India and the Maldives have always had a close relationship. We share history, geography and culture. India is one of our closest and most important trading partners, and a major source of the essential goods our islands depend on every day. But the economic relationship between our two countries has not always had the formal structure it needs — the proper agreements and investment channels that turn goodwill into actual projects on the ground.
That is what makes this visit meaningful. It is not just about keeping good relations warm. It is about building the machinery that makes those relations work for people — for the fisherman who wants a better price for catch, for the young Maldivian who wants a job, for the entrepreneur who wants access to a bigger market.
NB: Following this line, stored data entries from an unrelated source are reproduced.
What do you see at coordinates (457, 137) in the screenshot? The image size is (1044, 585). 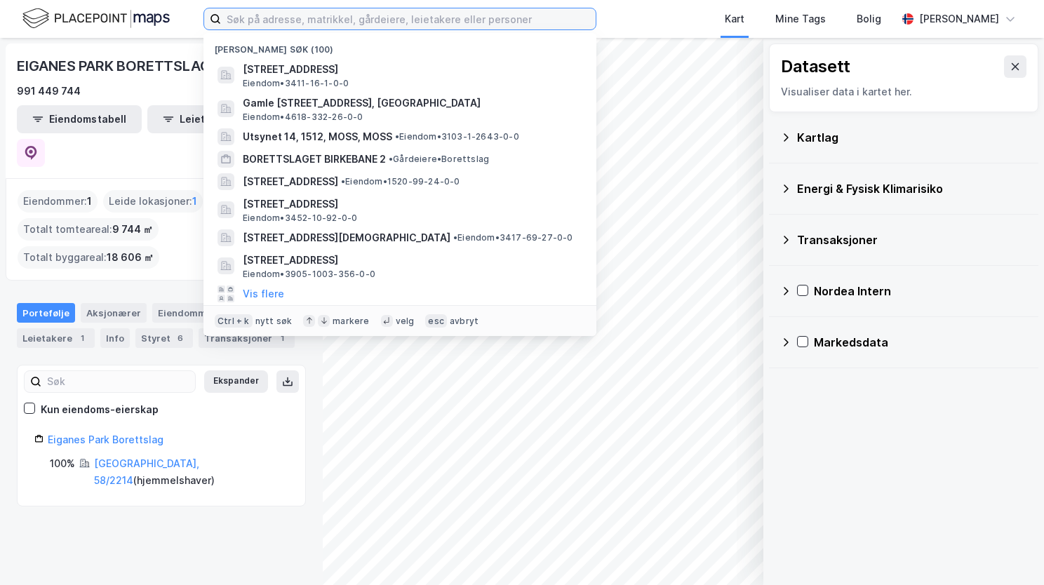 I see `span: Eiendom • 3103-1-2643-0-0` at bounding box center [457, 137].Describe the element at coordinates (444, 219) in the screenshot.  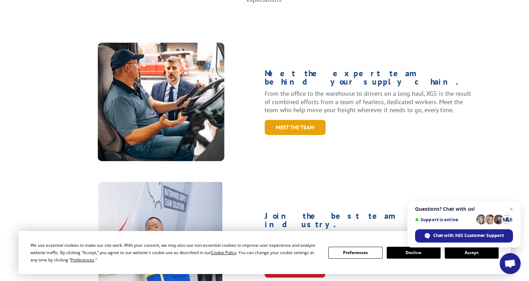
I see `span: Support is online` at that location.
Minister Saeed himself said he is looking forward to translating the discussions into "tangible opportunities" and "lasting mutual prosperity." Those are the right words. But words need to be followed by results. The Maldivian public will be watching for the projects, the investments and the agreements that come next.
We are a small country. We cannot afford to let good momentum go to waste. When a door is open, we must walk through it.
The visit to New Delhi shows that both sides are serious. India has the scale, the investment capacity and the private sector energy to be a genuinely transformative partner for the Maldives. The Maldives has the location, the goodwill and the political will at the top to make this work.
Now we need to see it in action. We need impactful projects. We need deals that create jobs, reduce costs, and open new doors for our economy.